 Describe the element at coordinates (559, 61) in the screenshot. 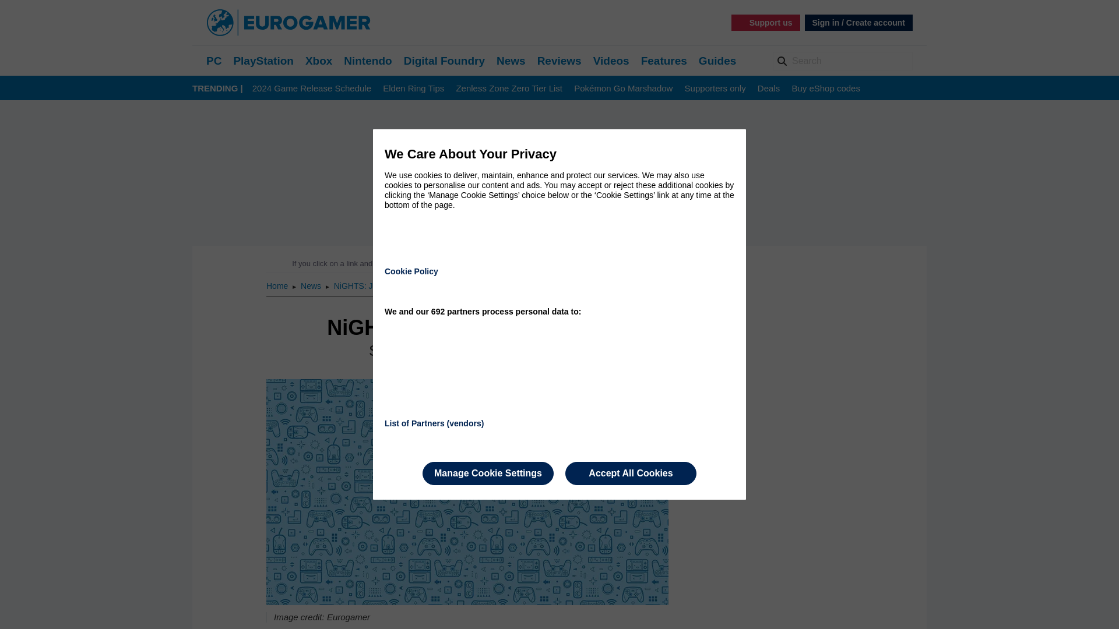

I see `Reviews` at that location.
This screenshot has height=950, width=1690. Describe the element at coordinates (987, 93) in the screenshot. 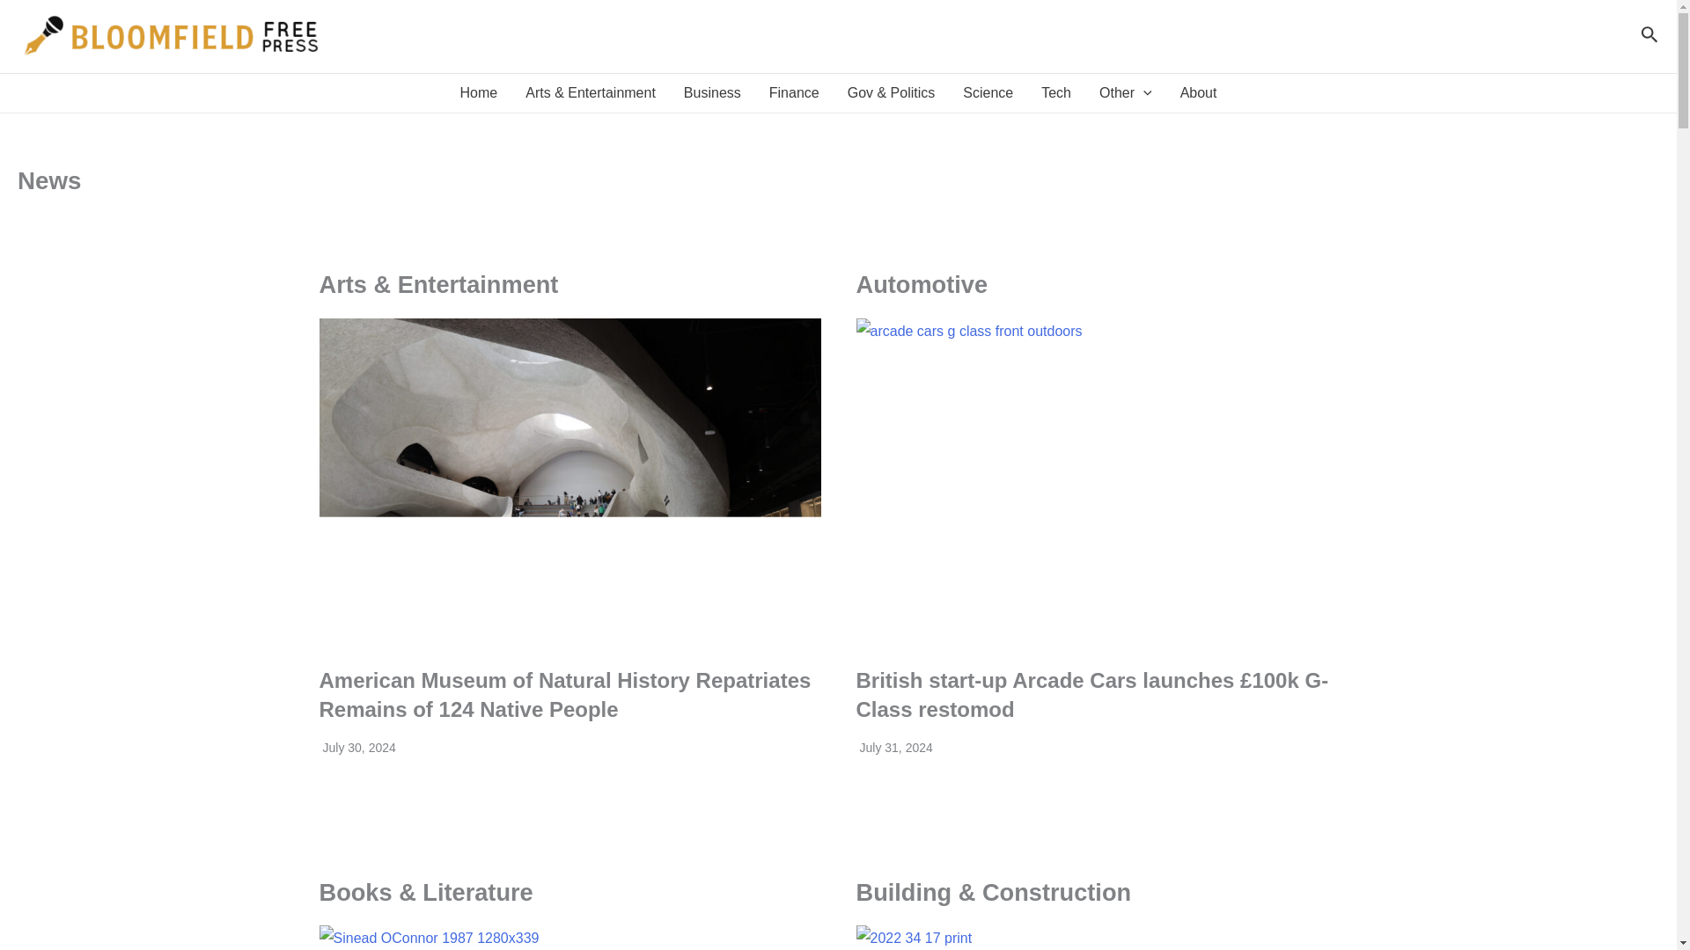

I see `Science` at that location.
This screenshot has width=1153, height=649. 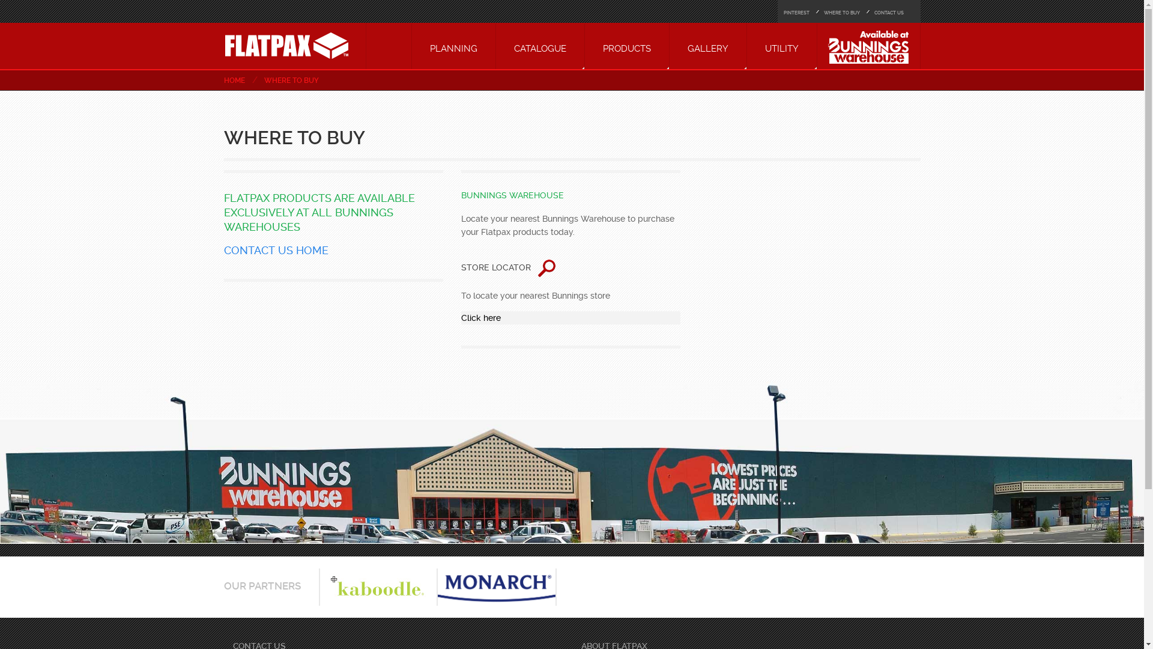 What do you see at coordinates (570, 318) in the screenshot?
I see `Click here` at bounding box center [570, 318].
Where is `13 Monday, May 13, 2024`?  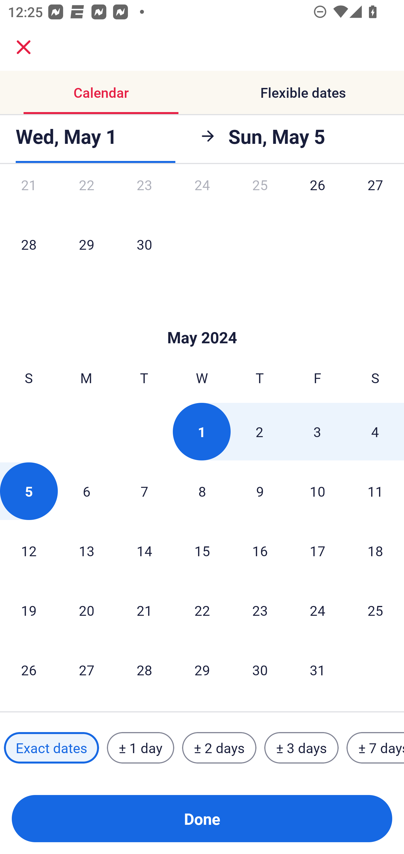
13 Monday, May 13, 2024 is located at coordinates (86, 550).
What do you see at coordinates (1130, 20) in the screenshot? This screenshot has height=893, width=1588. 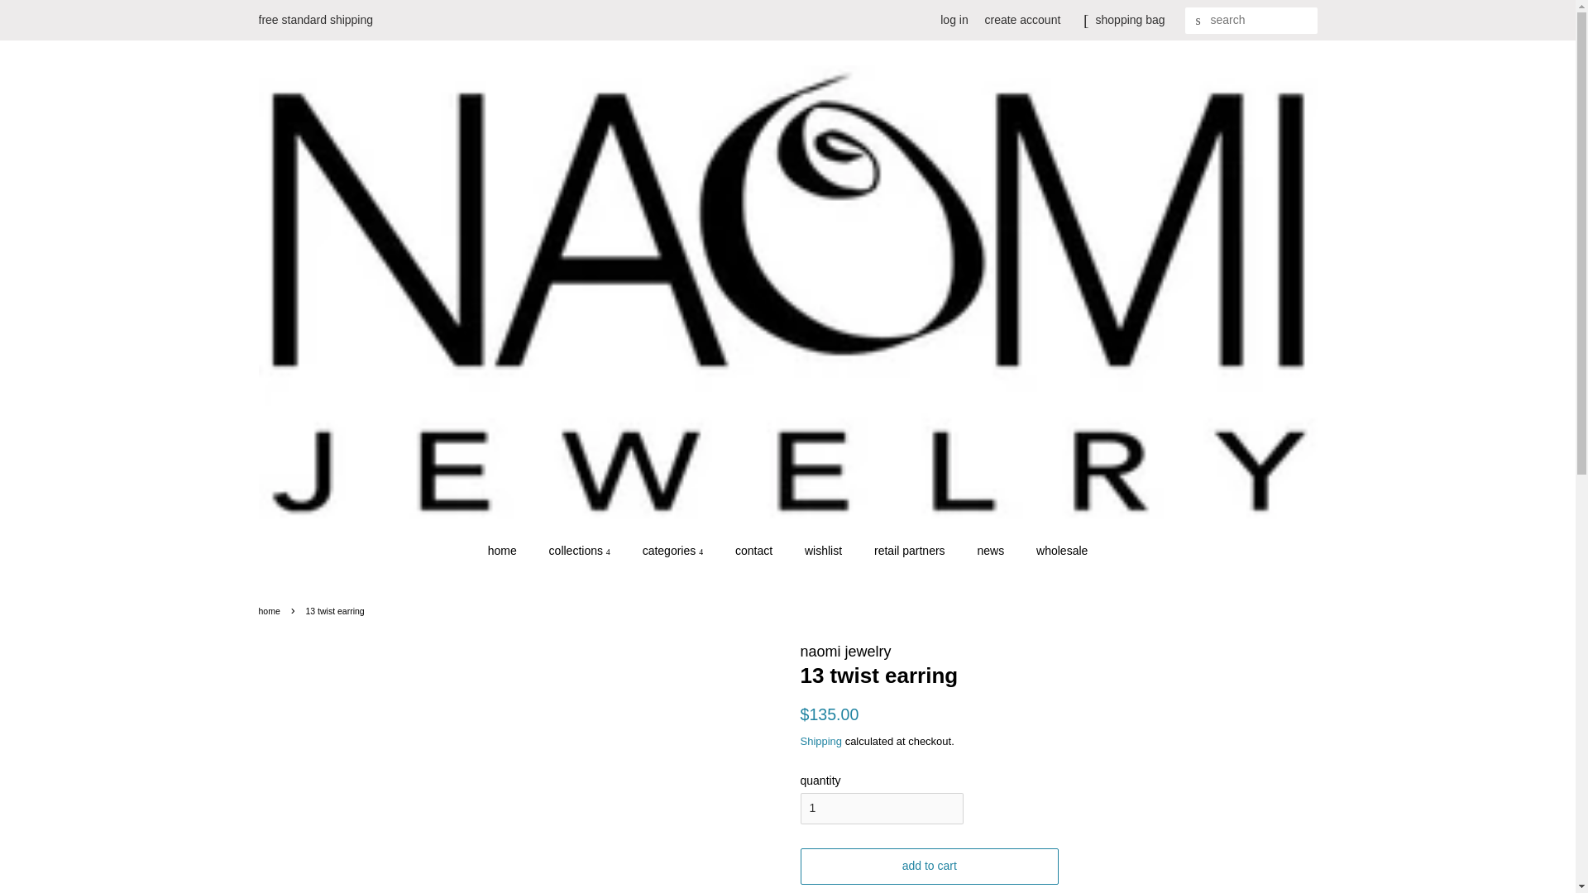 I see `shopping bag` at bounding box center [1130, 20].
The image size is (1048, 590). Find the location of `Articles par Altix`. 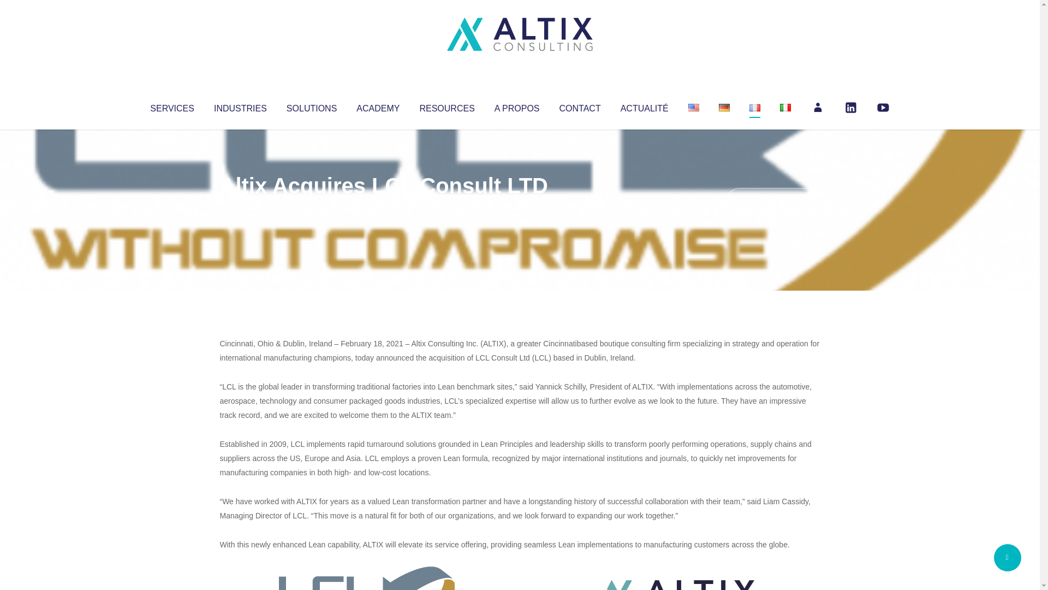

Articles par Altix is located at coordinates (240, 208).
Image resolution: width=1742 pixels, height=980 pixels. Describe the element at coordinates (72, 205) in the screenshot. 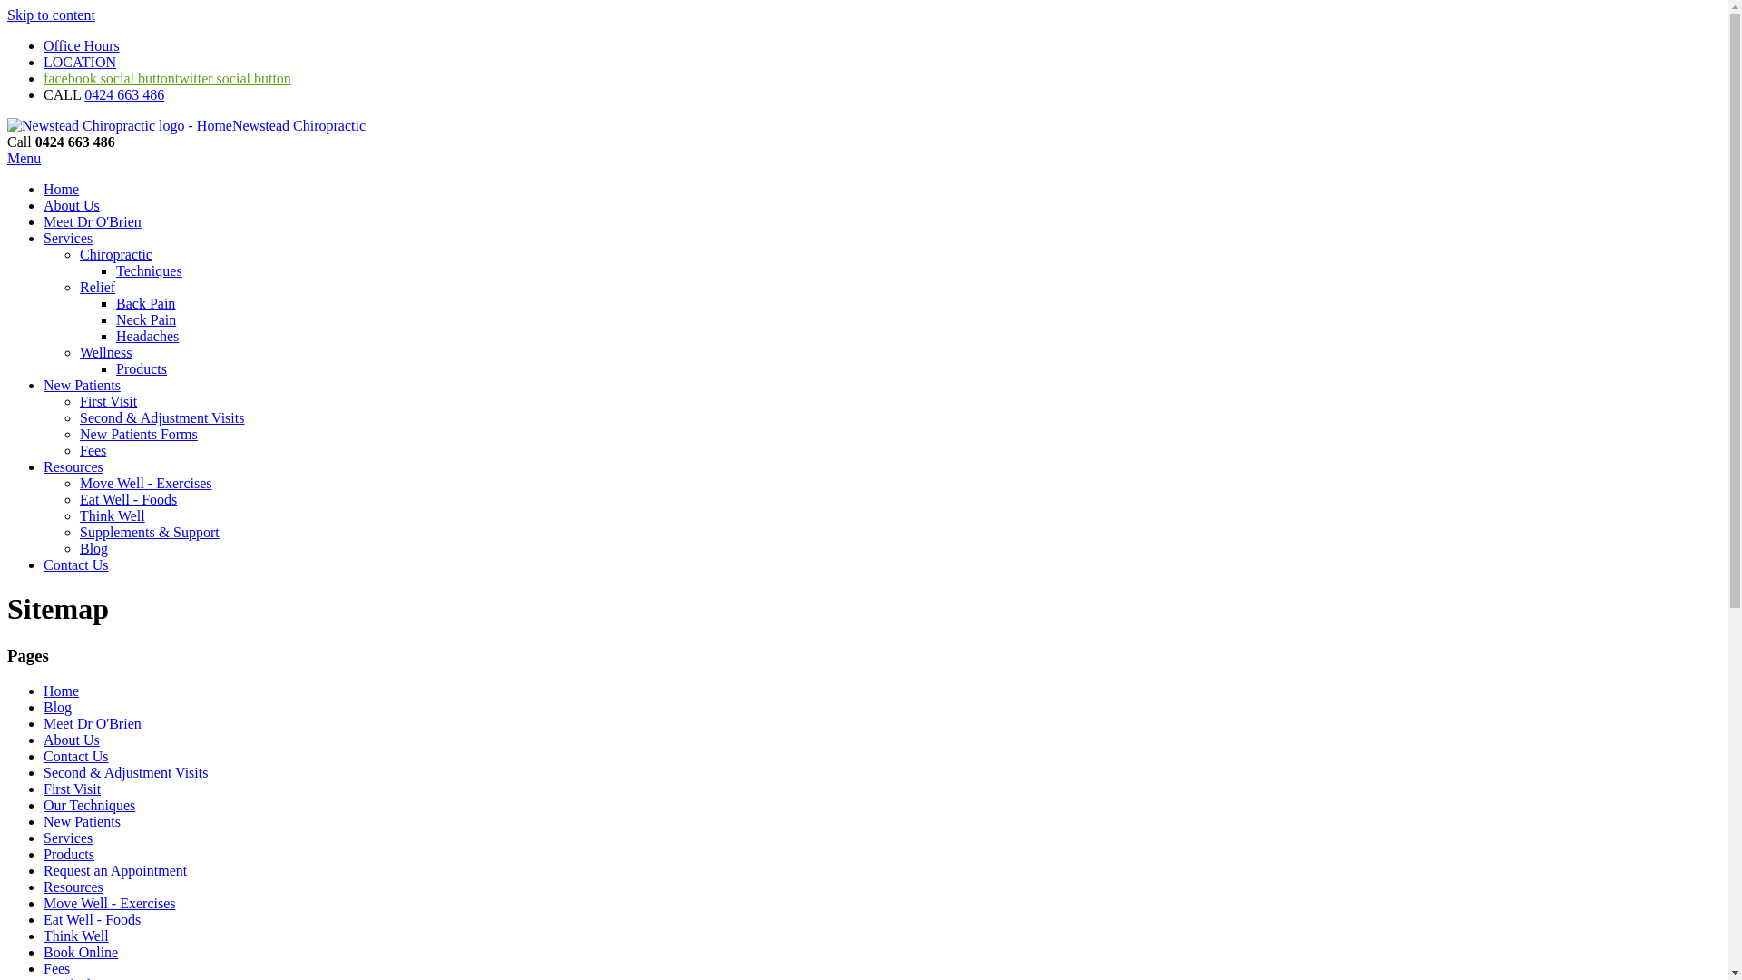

*WORK REQUEST*. Pictures excluded, copy exactly the lines running from the one with "The image size" through the last line of the material.

*FINAL ANSWER*.
The image size is (1048, 590). Find the location of `Articles par Altix`. 

Articles par Altix is located at coordinates (240, 208).
Image resolution: width=1742 pixels, height=980 pixels. Describe the element at coordinates (72, 205) in the screenshot. 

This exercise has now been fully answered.